The Stiffness Matrix For Other Problems
Determining the stiffness matrix for other PDE follows essentially the same procedure, but it can be complicated by the choice of boundary conditions. As a more complex example, consider the elliptic equation
where A(x) = akl(x) is a positive-definite matrix defined for each point x in the domain. We impose the Robin boundary condition
where νk is the component of the unit outward normal vector ν in the k-th direction. The system to be solved is
as can be shown using an analogue of Green's identity. The coefficients ui are still found by solving a system of linear equations, but the matrix representing the system is markedly different from that for the ordinary Poisson problem.
In general, to each scalar elliptic operator L of order 2k, there is associated a bilinear form B on the Sobolev space Hk, so that the weak formulation of the equation Lu = f is
for all functions v in Hk.
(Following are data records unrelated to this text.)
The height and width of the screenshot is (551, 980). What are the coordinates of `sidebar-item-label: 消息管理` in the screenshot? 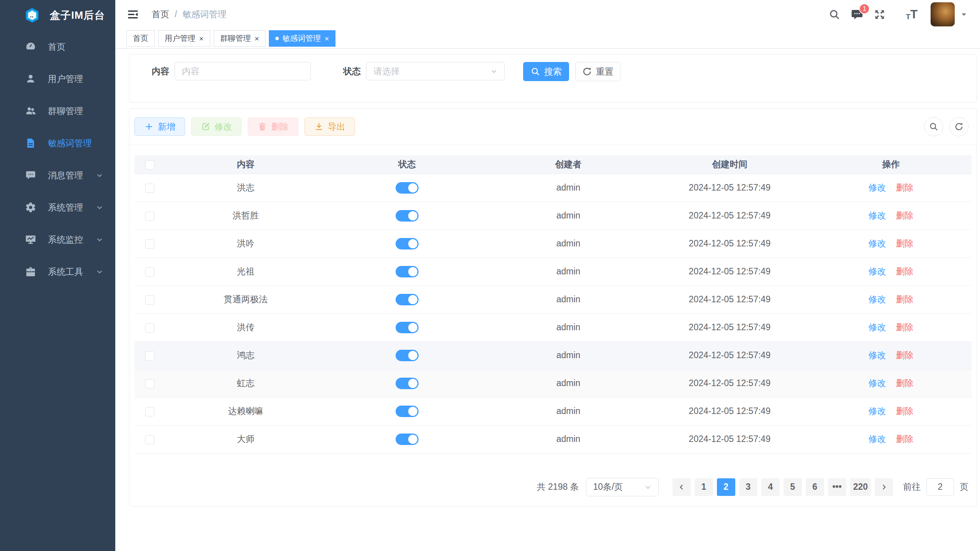 It's located at (65, 175).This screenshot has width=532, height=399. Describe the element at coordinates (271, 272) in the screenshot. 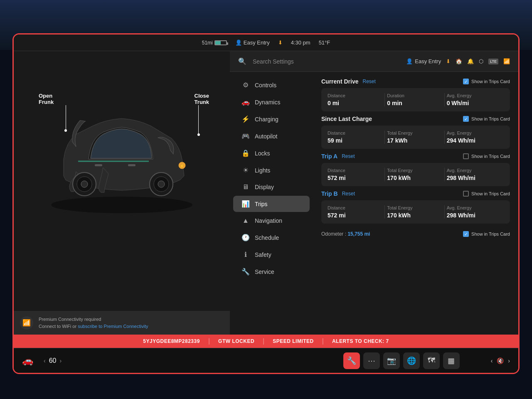

I see `nav-item-service: 🔧 Service` at that location.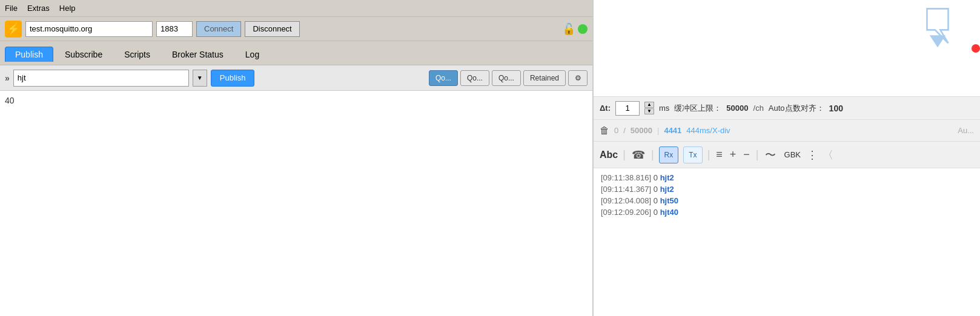  I want to click on delta-t-spinner: ▲ ▼, so click(649, 108). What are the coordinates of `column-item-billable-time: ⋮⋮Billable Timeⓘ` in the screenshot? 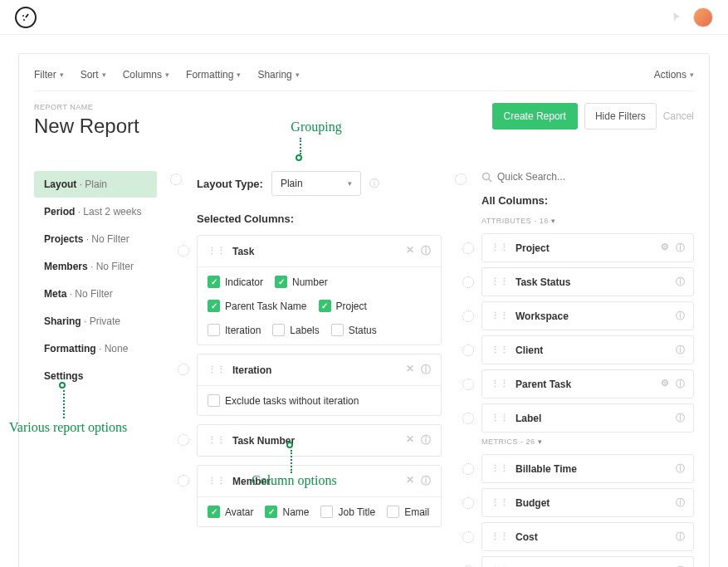 It's located at (588, 468).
Then the stiffness matrix for this problem is
Read more about this topic: Stiffness Matrix
Famous quotes containing the words stiffness, matrix and/or problems:
“Everything ponderous, viscous, and solemnly clumsy, all long- winded and boring types of style are developed in profuse variety among Germansforgive me the fact that even Goethes prose, in its mixture of stiffness and elegance, is no exception, being a reflection of the good old time to which it belongs, and a reflection of German taste at a time when there still was a German tasteMa rococo taste in moribus et artibus.”
—Friedrich Nietzsche (18441900)
“In all cultures, the family imprints its members with selfhood. Human experience of identity has two elements; a sense of belonging and a sense of being separate. The laboratory in which these ingredients are mixed and dispensed is the family, the matrix of identity.”
—Salvador Minuchin (20th century)
“We are all adult learners. Most of us have learned a good deal more out of school than in it. We have learned from our families, our work, our friends. We have learned from problems resolved and tasks achieved but also from mistakes confronted and illusions unmasked. . . . Some of what we have learned is trivial: some has changed our lives forever.”